Chapter Four: Law and Education
4.14 Democratic Practice in Schools
The Charter guarantees Canadians the right to elect governments. Whether students in schools have such a right has not been argued before the courts. One might think that learning in practical terms about political processes would be an important part of what secondary schools teach. Yet student councils in most Canadian secondary schools are heavily restricted and monitored by school administrators.
Canadian schools have had wide latitude in the past to limit students’ rights to express themselves freely and to assemble freely. For example, schools have frequently limited students’ right to publish their opinions in school newspapers, to organize political activities in the school, to circulate or read certain kinds of materials, or to dress in ways that make particular kinds of statements. The Charter has forced schools to be more careful about how and when they limit students’ ability to speak, write and dress for expression, even though there have not been a large number of cases on these matters.
Issues of order illustrate most clearly the dilemma posed by the schools’ educational mission. It is hard to see how an institution can inculcate in young people respect for the law and for the rights of others, as well as an understanding of democratic processes, when these same principles are not embodied in the actual operation of the school. If students are treated arbitrarily, subjected to rules they neither support nor understand, and denied avenues for the peaceful expression of their opinions, then surely there is something educationally wrong. There is, of course, a need to keep order in schools, but one must wonder if the educational rationale cited here does not justify greater openness to diverse behaviour and points of view than is found in many schools. Are students’ dress, hair length, or written opinions (provided they are not libellous) so prejudicial to the effective conduct of education that they justify restricting students in ways that would not occur outside the school?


# TO DO
Every line of the records that holds the word "content" should be copied out.

# PROVIDED MATERIAL
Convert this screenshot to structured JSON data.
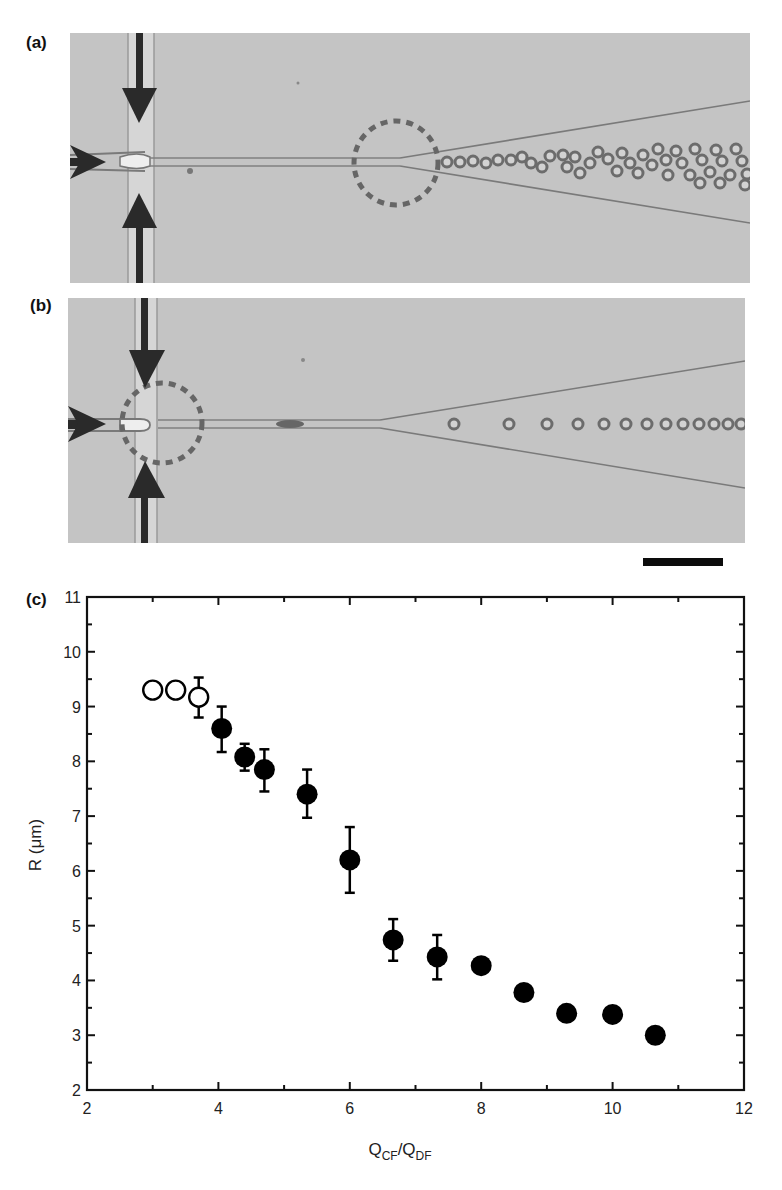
{
  "figure": {
    "panels": [
      {
        "id": "a",
        "label": "(a)",
        "description": "Micrograph of flow-focusing junction; dashed circle marks droplet breakup downstream in expanding channel; polydisperse crowded droplets"
      },
      {
        "id": "b",
        "label": "(b)",
        "description": "Micrograph of flow-focusing junction; dashed circle marks droplet breakup at the junction; monodisperse droplet train"
      },
      {
        "id": "c",
        "label": "(c)",
        "description": "Droplet radius vs flow-rate ratio"
      }
    ],
    "scale_bar": {
      "visible": true,
      "label": ""
    },
    "colors": {
      "micrograph_bg": "#c4c4c4",
      "channel_wall": "#7a7a7a",
      "arrow": "#2a2a2a",
      "dashed_circle": "#666666",
      "marker": "#000000",
      "frame": "#111111"
    }
  },
  "chart_data": {
    "type": "scatter",
    "title": "",
    "panel_label": "(c)",
    "xlabel": "Q_CF/Q_DF",
    "xlabel_parts": {
      "main1": "Q",
      "sub1": "CF",
      "sep": "/",
      "main2": "Q",
      "sub2": "DF"
    },
    "ylabel": "R (μm)",
    "xlim": [
      2,
      12
    ],
    "ylim": [
      2,
      11
    ],
    "x_ticks": [
      2,
      4,
      6,
      8,
      10,
      12
    ],
    "y_ticks": [
      2,
      3,
      4,
      5,
      6,
      7,
      8,
      9,
      10,
      11
    ],
    "grid": false,
    "legend": null,
    "series": [
      {
        "name": "open circles (breakup downstream)",
        "marker": "open-circle",
        "x": [
          3.0,
          3.35,
          3.7
        ],
        "y": [
          9.3,
          9.3,
          9.17
        ],
        "err_low": [
          null,
          null,
          8.8
        ],
        "err_high": [
          null,
          null,
          9.53
        ]
      },
      {
        "name": "filled circles (breakup at junction)",
        "marker": "filled-circle",
        "x": [
          4.05,
          4.4,
          4.7,
          5.35,
          6.0,
          6.66,
          7.33,
          8.0,
          8.65,
          9.3,
          10.0,
          10.65
        ],
        "y": [
          8.6,
          8.08,
          7.85,
          7.4,
          6.2,
          4.74,
          4.43,
          4.27,
          3.78,
          3.4,
          3.38,
          3.0
        ],
        "err_low": [
          8.17,
          7.83,
          7.45,
          6.97,
          5.6,
          4.36,
          4.02,
          null,
          null,
          null,
          null,
          null
        ],
        "err_high": [
          9.0,
          8.32,
          8.22,
          7.85,
          6.8,
          5.12,
          4.83,
          null,
          null,
          null,
          null,
          null
        ]
      }
    ]
  }
}
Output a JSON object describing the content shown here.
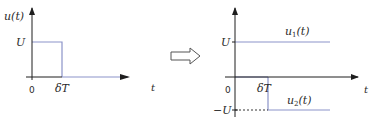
{
  "colors": {
    "axis": "#1e1e1e",
    "signal": "#8b93c9",
    "text": "#2b2b2b"
  },
  "left_graph": {
    "y_axis_label": "u(t)",
    "x_axis_label": "t",
    "origin_label": "0",
    "level_label": "U",
    "pulse_end_label": "δT"
  },
  "transform_arrow": {
    "icon": "hollow-right-arrow-icon"
  },
  "right_graph": {
    "x_axis_label": "t",
    "origin_label": "0",
    "pos_level_label": "U",
    "neg_level_label": "−U",
    "step_time_label": "δT",
    "series": [
      {
        "name": "u1",
        "label": "u₁(t)",
        "label_base": "u",
        "label_sub": "1",
        "label_tail": "(t)"
      },
      {
        "name": "u2",
        "label": "u₂(t)",
        "label_base": "u",
        "label_sub": "2",
        "label_tail": "(t)"
      }
    ]
  }
}
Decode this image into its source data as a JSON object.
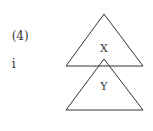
{
  "question": {
    "number": "(4)",
    "option": "i"
  },
  "diagram": {
    "colors": {
      "stroke": "#333333",
      "background": "#ffffff"
    },
    "triangles": [
      {
        "id": "top",
        "label": "X",
        "apex": [
          104,
          14
        ],
        "base_left": [
          66,
          66
        ],
        "base_right": [
          143,
          66
        ]
      },
      {
        "id": "bottom",
        "label": "Y",
        "apex": [
          104,
          59
        ],
        "base_left": [
          66,
          110
        ],
        "base_right": [
          143,
          110
        ]
      }
    ]
  }
}
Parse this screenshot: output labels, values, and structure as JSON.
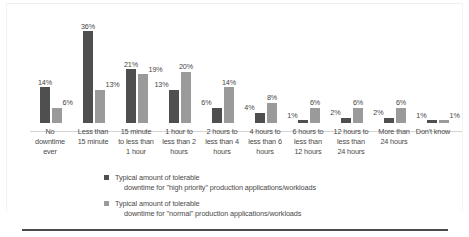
{
  "chart_data": {
    "type": "bar",
    "title": "",
    "subtitle": "",
    "xlabel": "",
    "ylabel": "",
    "ylim": [
      0,
      36
    ],
    "grid": false,
    "legend_position": "bottom",
    "categories": [
      "No downtime ever",
      "Less than 15 minute",
      "15 minute to less than 1 hour",
      "1 hour to less than 2 hours",
      "2 hours to less than 4 hours",
      "4 hours to less than 6 hours",
      "6 hours to less than 12 hours",
      "12 hours to less than 24 hours",
      "More than 24 hours",
      "Don't know"
    ],
    "category_lines": [
      [
        "No",
        "downtime",
        "ever"
      ],
      [
        "Less than",
        "15 minute",
        ""
      ],
      [
        "15 minute",
        "to less than",
        "1 hour"
      ],
      [
        "1 hour to",
        "less than 2",
        "hours"
      ],
      [
        "2 hours to",
        "less than 4",
        "hours"
      ],
      [
        "4 hours to",
        "less than 6",
        "hours"
      ],
      [
        "6 hours to",
        "less than",
        "12 hours"
      ],
      [
        "12 hours to",
        "less than",
        "24 hours"
      ],
      [
        "More than",
        "24 hours",
        ""
      ],
      [
        "Don't know",
        "",
        ""
      ]
    ],
    "series": [
      {
        "name": "Typical amount of tolerable downtime for \"high priority\" production applications/workloads",
        "color": "#4f4f4f",
        "values": [
          14,
          36,
          21,
          13,
          6,
          4,
          1,
          2,
          2,
          1
        ],
        "labels": [
          "14%",
          "36%",
          "21%",
          "13%",
          "6%",
          "4%",
          "1%",
          "2%",
          "2%",
          "1%"
        ]
      },
      {
        "name": "Typical amount of tolerable downtime for \"normal\" production applications/workloads",
        "color": "#9a9a9a",
        "values": [
          6,
          13,
          19,
          20,
          14,
          8,
          6,
          6,
          6,
          1
        ],
        "labels": [
          "6%",
          "13%",
          "19%",
          "20%",
          "14%",
          "8%",
          "6%",
          "6%",
          "6%",
          "1%"
        ]
      }
    ]
  },
  "legend": {
    "items": [
      {
        "line1": "Typical amount of tolerable",
        "line2": "downtime for \"high priority\" production applications/workloads",
        "swatch": "dark-gray-swatch"
      },
      {
        "line1": "Typical amount of tolerable",
        "line2": "downtime for \"normal\" production applications/workloads",
        "swatch": "medium-gray-swatch"
      }
    ]
  }
}
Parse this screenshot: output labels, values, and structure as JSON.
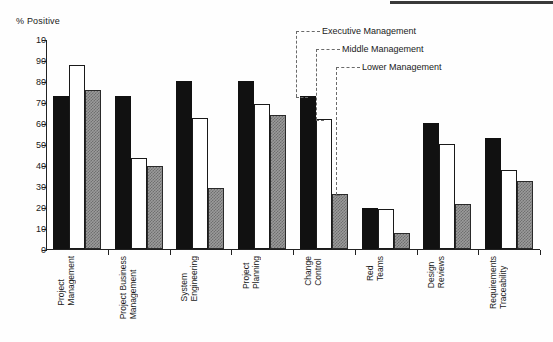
{
  "chart": {
    "y_axis_title": "% Positive",
    "y_ticks": [
      "10",
      "90",
      "80",
      "70",
      "60",
      "50",
      "40",
      "30",
      "20",
      "10",
      "0"
    ],
    "legend": [
      {
        "key": "executive",
        "label": "Executive Management"
      },
      {
        "key": "middle",
        "label": "Middle Management"
      },
      {
        "key": "lower",
        "label": "Lower Management"
      }
    ],
    "categories": [
      "Project\nManagement",
      "Project Business\nManagement",
      "System\nEngineering",
      "Project\nPlanning",
      "Change\nControl",
      "Red\nTeams",
      "Design\nReviews",
      "Requirements\nTraceability"
    ]
  },
  "chart_data": {
    "type": "bar",
    "title": "",
    "subtitle": "",
    "xlabel": "",
    "ylabel": "% Positive",
    "ylim": [
      0,
      100
    ],
    "ytick_values": [
      0,
      10,
      20,
      30,
      40,
      50,
      60,
      70,
      80,
      90,
      100
    ],
    "ytick_labels": [
      "0",
      "10",
      "20",
      "30",
      "40",
      "50",
      "60",
      "70",
      "80",
      "90",
      "10"
    ],
    "grid": false,
    "legend_position": "top-right callout with dotted leader lines to Change Control group",
    "categories": [
      "Project Management",
      "Project Business Management",
      "System Engineering",
      "Project Planning",
      "Change Control",
      "Red Teams",
      "Design Reviews",
      "Requirements Traceability"
    ],
    "series": [
      {
        "name": "Executive Management",
        "style": "solid black",
        "values": [
          73,
          73,
          80,
          80,
          73,
          19.5,
          60,
          53
        ]
      },
      {
        "name": "Middle Management",
        "style": "white with black outline",
        "values": [
          87.5,
          43.5,
          62.5,
          69,
          62,
          19,
          50,
          37.5
        ]
      },
      {
        "name": "Lower Management",
        "style": "gray checkered hatch",
        "values": [
          75.5,
          39.5,
          29,
          64,
          26,
          7.5,
          21.5,
          32.5
        ]
      }
    ]
  }
}
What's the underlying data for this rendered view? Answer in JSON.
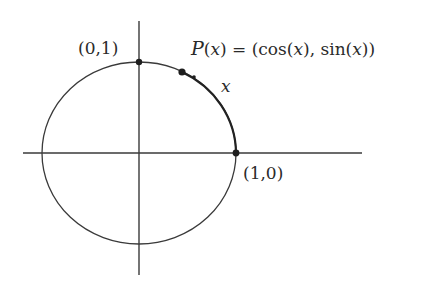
{
  "diagram": {
    "colors": {
      "stroke": "#3a3a3a",
      "point": "#1e1e1e",
      "text": "#2a2a2a",
      "background": "#ffffff"
    },
    "labels": {
      "top_point": "(0,1)",
      "right_point": "(1,0)",
      "p_prefix": "P",
      "p_arg": "x",
      "p_eq": ") = (cos(",
      "p_mid": "), sin(",
      "p_end": "))",
      "arc_label": "x"
    },
    "points": [
      {
        "name": "top",
        "coords": "(0,1)"
      },
      {
        "name": "P",
        "coords": "(cos(x), sin(x))"
      },
      {
        "name": "right",
        "coords": "(1,0)"
      }
    ]
  }
}
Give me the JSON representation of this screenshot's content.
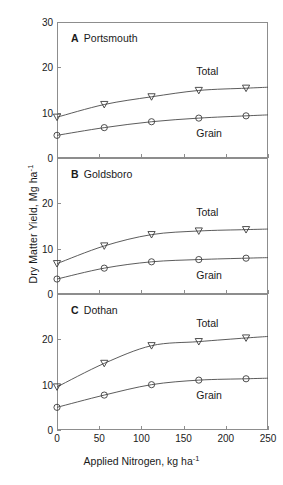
{
  "chart_data": {
    "type": "line",
    "title": "",
    "xlabel": "Applied Nitrogen, kg ha-1",
    "ylabel": "Dry Matter Yield, Mg ha-1",
    "x": [
      0,
      56,
      112,
      168,
      224
    ],
    "xlim": [
      0,
      250
    ],
    "xticks": [
      0,
      50,
      100,
      150,
      200,
      250
    ],
    "grid": false,
    "legend_position": "inline-annotation",
    "panels": [
      {
        "id": "A",
        "letter": "A",
        "name": "Portsmouth",
        "ylim": [
          0,
          30
        ],
        "yticks": [
          0,
          10,
          20,
          30
        ],
        "series": [
          {
            "name": "Total",
            "marker": "open-triangle-down",
            "values": [
              9.0,
              11.8,
              13.5,
              14.9,
              15.4
            ]
          },
          {
            "name": "Grain",
            "marker": "open-circle",
            "values": [
              5.0,
              6.7,
              8.0,
              8.8,
              9.3
            ]
          }
        ]
      },
      {
        "id": "B",
        "letter": "B",
        "name": "Goldsboro",
        "ylim": [
          0,
          30
        ],
        "yticks": [
          0,
          10,
          20
        ],
        "series": [
          {
            "name": "Total",
            "marker": "open-triangle-down",
            "values": [
              6.7,
              10.6,
              13.1,
              13.9,
              14.2
            ]
          },
          {
            "name": "Grain",
            "marker": "open-circle",
            "values": [
              3.3,
              5.7,
              7.1,
              7.6,
              7.9
            ]
          }
        ]
      },
      {
        "id": "C",
        "letter": "C",
        "name": "Dothan",
        "ylim": [
          0,
          30
        ],
        "yticks": [
          0,
          10,
          20
        ],
        "series": [
          {
            "name": "Total",
            "marker": "open-triangle-down",
            "values": [
              9.5,
              14.7,
              18.6,
              19.5,
              20.3
            ]
          },
          {
            "name": "Grain",
            "marker": "open-circle",
            "values": [
              5.0,
              7.7,
              10.0,
              11.0,
              11.3
            ]
          }
        ]
      }
    ]
  },
  "axes": {
    "x_label_text": "Applied Nitrogen, kg ha",
    "x_label_sup": "-1",
    "y_label_text": "Dry Matter Yield, Mg ha",
    "y_label_sup": "-1"
  },
  "colors": {
    "axis": "#8d8d8d",
    "curve": "#4a4a4a",
    "marker": "#3c3c3c",
    "text": "#1a1a1a",
    "background": "#ffffff"
  }
}
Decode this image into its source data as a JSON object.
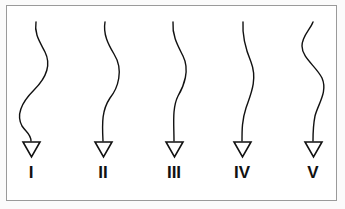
{
  "diagram": {
    "items": [
      {
        "label": "I",
        "curve": "M36,22 C34,34 40,42 45,52 C52,66 44,80 34,90 C22,102 16,115 22,126 C26,132 31,134 31,141",
        "tri_cx": 31
      },
      {
        "label": "II",
        "curve": "M105,22 C103,34 108,44 114,54 C124,70 118,88 110,98 C102,110 102,122 103,141",
        "tri_cx": 103
      },
      {
        "label": "III",
        "curve": "M173,22 C172,36 178,46 183,56 C190,70 184,86 178,96 C172,108 174,124 174,141",
        "tri_cx": 174
      },
      {
        "label": "IV",
        "curve": "M243,22 C242,38 246,50 251,62 C258,80 250,96 246,108 C242,120 242,130 242,141",
        "tri_cx": 242
      },
      {
        "label": "V",
        "curve": "M313,22 C310,30 302,36 302,46 C302,58 316,66 322,78 C328,92 318,104 315,116 C313,126 313,134 313,141",
        "tri_cx": 313
      }
    ]
  }
}
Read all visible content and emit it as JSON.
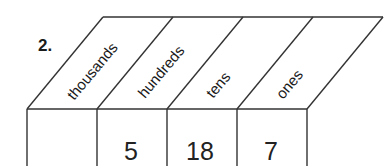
{
  "problem": {
    "number": "2."
  },
  "place_value_chart": {
    "columns": [
      {
        "header": "thousands",
        "value": ""
      },
      {
        "header": "hundreds",
        "value": "5"
      },
      {
        "header": "tens",
        "value": "18"
      },
      {
        "header": "ones",
        "value": "7"
      }
    ]
  },
  "colors": {
    "line": "#333333",
    "text": "#1a1a1a"
  }
}
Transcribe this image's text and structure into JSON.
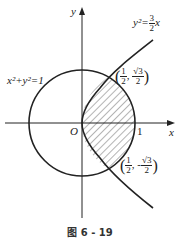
{
  "figure": {
    "caption": "图 6 - 19",
    "axes": {
      "x_label": "x",
      "y_label": "y",
      "origin_label": "O",
      "tick_1_label": "1"
    },
    "curves": {
      "circle": {
        "equation": "x²+y²=1",
        "lhs": "x²+y²=1"
      },
      "parabola": {
        "lhs": "y²=",
        "coef_num": "3",
        "coef_den": "2",
        "var": "x"
      }
    },
    "points": [
      {
        "x_num": "1",
        "x_den": "2",
        "y_sign": "",
        "y_num": "√3",
        "y_den": "2"
      },
      {
        "x_num": "1",
        "x_den": "2",
        "y_sign": "-",
        "y_num": "√3",
        "y_den": "2"
      }
    ],
    "colors": {
      "stroke": "#222222",
      "hatch": "#444444",
      "background": "#ffffff"
    }
  }
}
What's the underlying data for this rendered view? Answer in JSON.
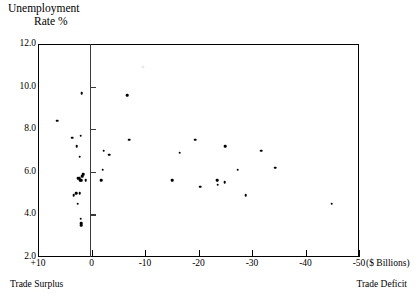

# RESULT OF THE TASK
Output a JSON object describing the content shown here.
Give me the JSON representation of this screenshot's content.
Read all visible content and emit it as JSON.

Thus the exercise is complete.